When to use: Docker vs virtual machine
Docker containers run on Linux architecture and require Linux kernel-specific features like namespaces and control groups (cgroups). Developers often run the Docker platform on Linux-based virtual machines. Docker packages application code into containers that run anywhere. Environment updates are done only once in the container. You don’t have to update your application environment.
For example, you can spin up an instance in AWS and immediately load it with an Amazon Machine Image (AMI) that comes preconfigured with Docker.
However, if you’re deciding specifically whether to use either a virtual machine (VM) or Docker to deploy applications, it depends on the application’s running requirements.
When to use a virtual machine
It’s best to use a virtual machine if you’re running applications with these requirements:
- Operating system-specific dependencies
- Substantial hardware resource requirements
- A need to set various controls in operating systems
- Legacy applications that no longer run on modern operating systems
- Different operating system requirements with a single underlying physical infrastructure available
When to use Docker
It’s best to use Docker when you’re running applications with these requirements:
- Lightweight resource requirements or a microservice architecture
- A distributed physical infrastructure environment, including cloud-based servers
- Rapid deployment cycles (as Dockerfiles are easier to manage than VM configurations)
- A rapid scalability requirement
Summary of difference: Docker vs.
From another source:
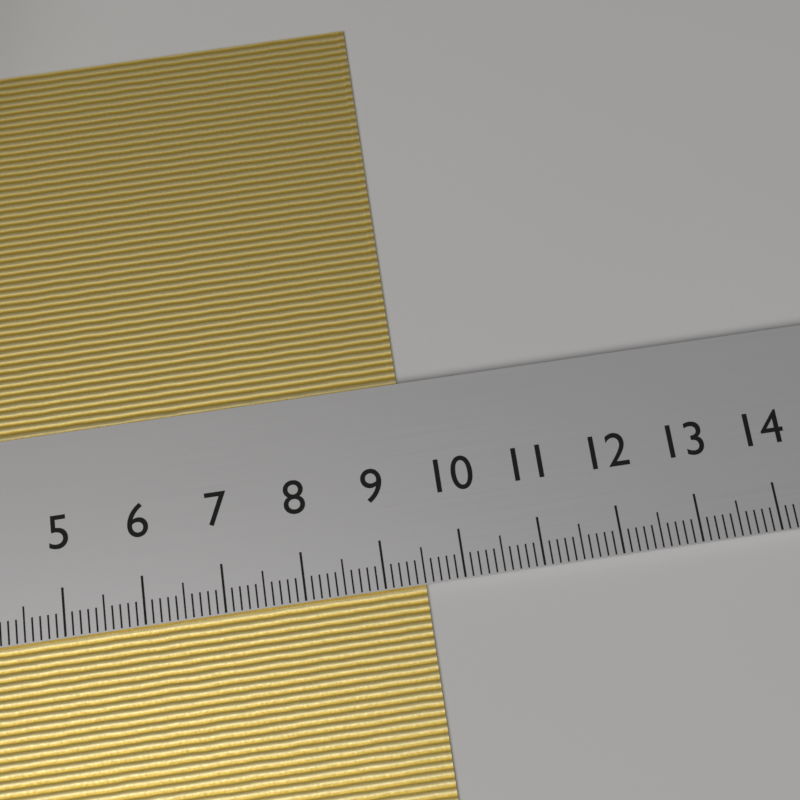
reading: 9.5 cm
VM
Docker container |
VM |
|
What is it? |
Docker is a software platform to create and run Docker containers. A Docker container is an emulation of a user-space instance, the part of the operating system where user processes run. |
An emulation of a physical machine—including virtualized hardware—running an operating system. |
Virtualization |
Container abstracts operating system details from the application code. |
VM abstracts hardware details from the application code. |
Objective |
Abstract hardware details and increase hardware utilization. |
Improve application environment management and bring consistency across multiple environments. |
Managed by |
The Docker Engine coordinates between the operating system and Docker containers. |
The hypervisor coordinates between the machine’s physical hardware and virtual machines. |
Architecture |
Shares resources with the underlying host kernel. |
Runs its own kernel and operating system. |
Resource sharing |
On-demand. |
A fixed amount, set in a virtual machine image’s configuration requirements. |
How can AWS support your application deployment requirements?
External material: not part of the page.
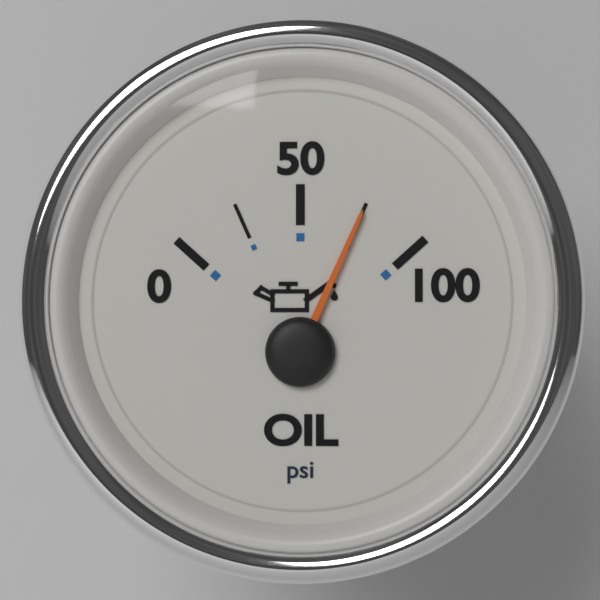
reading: 75 psi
Amazon Web Services (AWS) has a range of services designed specifically for virtual machines (VMs) and Docker management:
- Amazon Elastic Cloud Compute (Amazon EC2) offers more than 600 different types of secure, reliable, and scalable instances. By loading an Amazon Machine Image (AMI) template, you can have a fully specified development, testing, or production environment server ready to go in minutes.
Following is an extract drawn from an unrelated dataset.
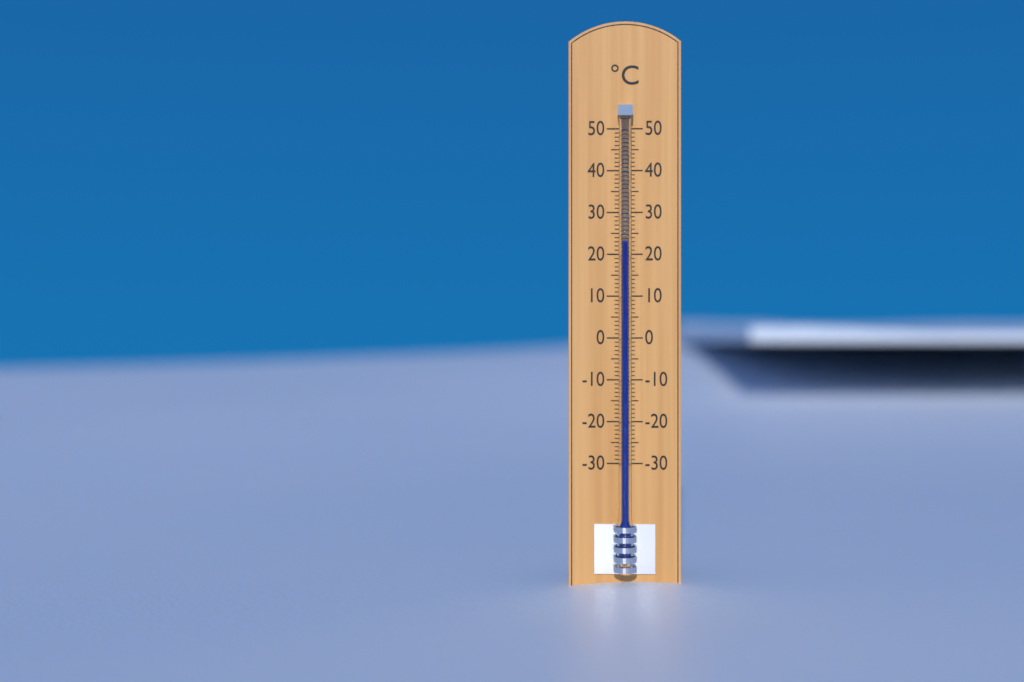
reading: 23 °C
- Amazon Elastic Container Service (Amazon ECS) is a fully managed container orchestration service that makes it easy for you to deploy and scale containerized applications. Customers can configure their container instances to access a private Docker image registry within a virtual private cloud (VPC) or a registry that’s accessible outside the VPC.
- Amazon Elastic Container Registry (Amazon ECR) allows you to easily store, share, and deploy your containers anywhere. Amazon ECR integrates with the Docker command line interface (CLI) to simplify your development and production workflows. For example, you can push your container images to Amazon ECR using the Docker CLI from your development machine. And Amazon container orchestrators can pull them directly for production deployments.
- AWS Fargate is a serverless service that allows you to deploy and manage containers without needing to manage a physical server or virtual machines.
Get started with your application development on AWS by creating an account today.